CVE Vulnerabilities

CVE-2024-26912

Missing Release of Memory after Effective Lifetime

Published: Apr 17, 2024 | Modified: Apr 29, 2024
CVSS 3.x
5.5
MEDIUM
Source:
NVD
CVSS:3.1/AV:L/AC:L/PR:L/UI:N/S:U/C:N/I:N/A:H
CVSS 2.x
RedHat/V2
RedHat/V3
Ubuntu

In the Linux kernel, the following vulnerability has been resolved:

drm/nouveau: fix several DMA buffer leaks

Nouveau manages GSP-RM DMA buffers with nvkm_gsp_mem objects. Several of these buffers are never dealloced. Some of them can be deallocated right after GSP-RM is initialized, but the rest need to stay until the driver unloads.

Also futher bullet-proof these objects by poisoning the buffer and clearing the nvkm_gsp_mem object when it is deallocated. Poisoning the buffer should trigger an error (or crash) from GSP-RM if it tries to access the buffer after weve deallocated it, because we were wrong about when it is safe to deallocate.

Finally, change the mem->size field to a size_t because thats the same type that dma_alloc_coherent expects.

Weakness

The product does not sufficiently track and release allocated memory after it has been used, which slowly consumes remaining memory.

Affected Software

Name Vendor Start Version End Version
Linux_kernel Linux 6.7.0 (excluding) 6.7.6 (excluding)

Potential Mitigations

  • Choose a language or tool that provides automatic memory management, or makes manual memory management less error-prone.
  • For example, glibc in Linux provides protection against free of invalid pointers.
  • When using Xcode to target OS X or iOS, enable automatic reference counting (ARC) [REF-391].
  • To help correctly and consistently manage memory when programming in C++, consider using a smart pointer class such as std::auto_ptr (defined by ISO/IEC ISO/IEC 14882:2003), std::shared_ptr and std::unique_ptr (specified by an upcoming revision of the C++ standard, informally referred to as C++ 1x), or equivalent solutions such as Boost.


Task instructions: After locating the line with "What's the underlying", set down that line and all the lines that follow it, unchanged, to the end of the records; omit the pictures.

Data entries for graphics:
★ ★ ★ ★ ★ ★ ★

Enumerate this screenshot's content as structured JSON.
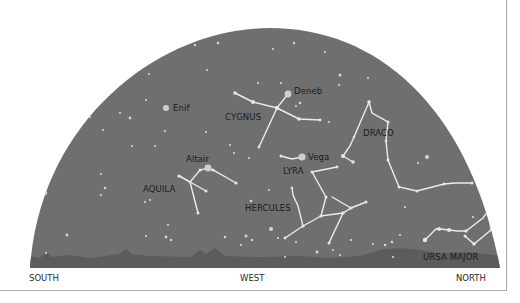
{
  "colors": {
    "sky": "#6f6f6f",
    "horizon": "#5e5e5e",
    "line": "#eeeeee",
    "star": "#dddddd",
    "text": "#1a1a1a"
  },
  "directions": {
    "south": "SOUTH",
    "west": "WEST",
    "north": "NORTH"
  },
  "constellations": {
    "cygnus": "CYGNUS",
    "draco": "DRACO",
    "aquila": "AQUILA",
    "lyra": "LYRA",
    "hercules": "HERCULES",
    "ursa_major": "URSA MAJOR"
  },
  "stars": {
    "deneb": "Deneb",
    "enif": "Enif",
    "altair": "Altair",
    "vega": "Vega"
  }
}
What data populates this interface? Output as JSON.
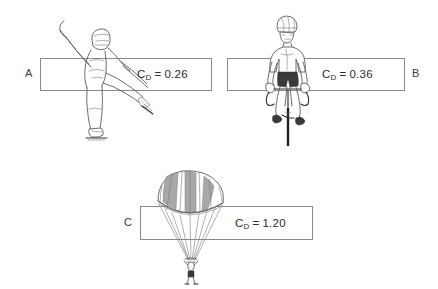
{
  "figure": {
    "background_color": "#ffffff",
    "line_color": "#5e5e5e",
    "box_border_color": "#8a8a8a",
    "text_color": "#2b2b2b"
  },
  "panels": [
    {
      "letter": "A",
      "letter_position": "left",
      "subject": "speed-skater",
      "symbol": "C",
      "subscript": "D",
      "equals": "=",
      "value": "0.26"
    },
    {
      "letter": "B",
      "letter_position": "right",
      "subject": "cyclist",
      "symbol": "C",
      "subscript": "D",
      "equals": "=",
      "value": "0.36"
    },
    {
      "letter": "C",
      "letter_position": "left",
      "subject": "parachutist",
      "symbol": "C",
      "subscript": "D",
      "equals": "=",
      "value": "1.20"
    }
  ]
}
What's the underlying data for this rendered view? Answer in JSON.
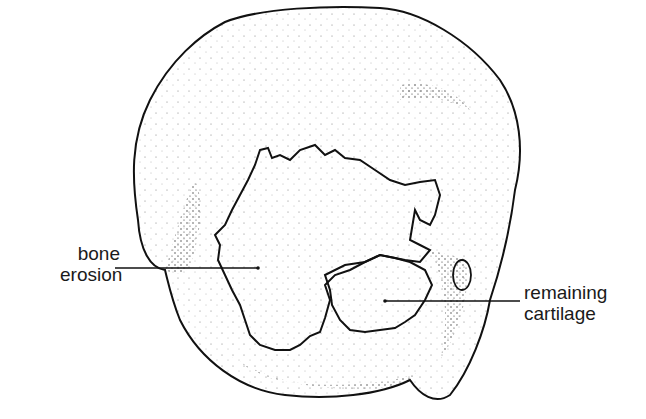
{
  "diagram": {
    "labels": [
      {
        "id": "bone-erosion",
        "lines": [
          "bone",
          "erosion"
        ]
      },
      {
        "id": "remaining-cartilage",
        "lines": [
          "remaining",
          "cartilage"
        ]
      }
    ],
    "colors": {
      "ink": "#1a1a1a",
      "background": "#ffffff"
    }
  }
}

★ ★ ★ ★ ★ ★ ★

Solution to the problem:
What's the underlying data for this rendered view? Answer in JSON.
{
  "diagram": {
    "labels": [
      {
        "id": "bone-erosion",
        "lines": [
          "bone",
          "erosion"
        ]
      },
      {
        "id": "remaining-cartilage",
        "lines": [
          "remaining",
          "cartilage"
        ]
      }
    ],
    "colors": {
      "ink": "#1a1a1a",
      "background": "#ffffff"
    }
  }
}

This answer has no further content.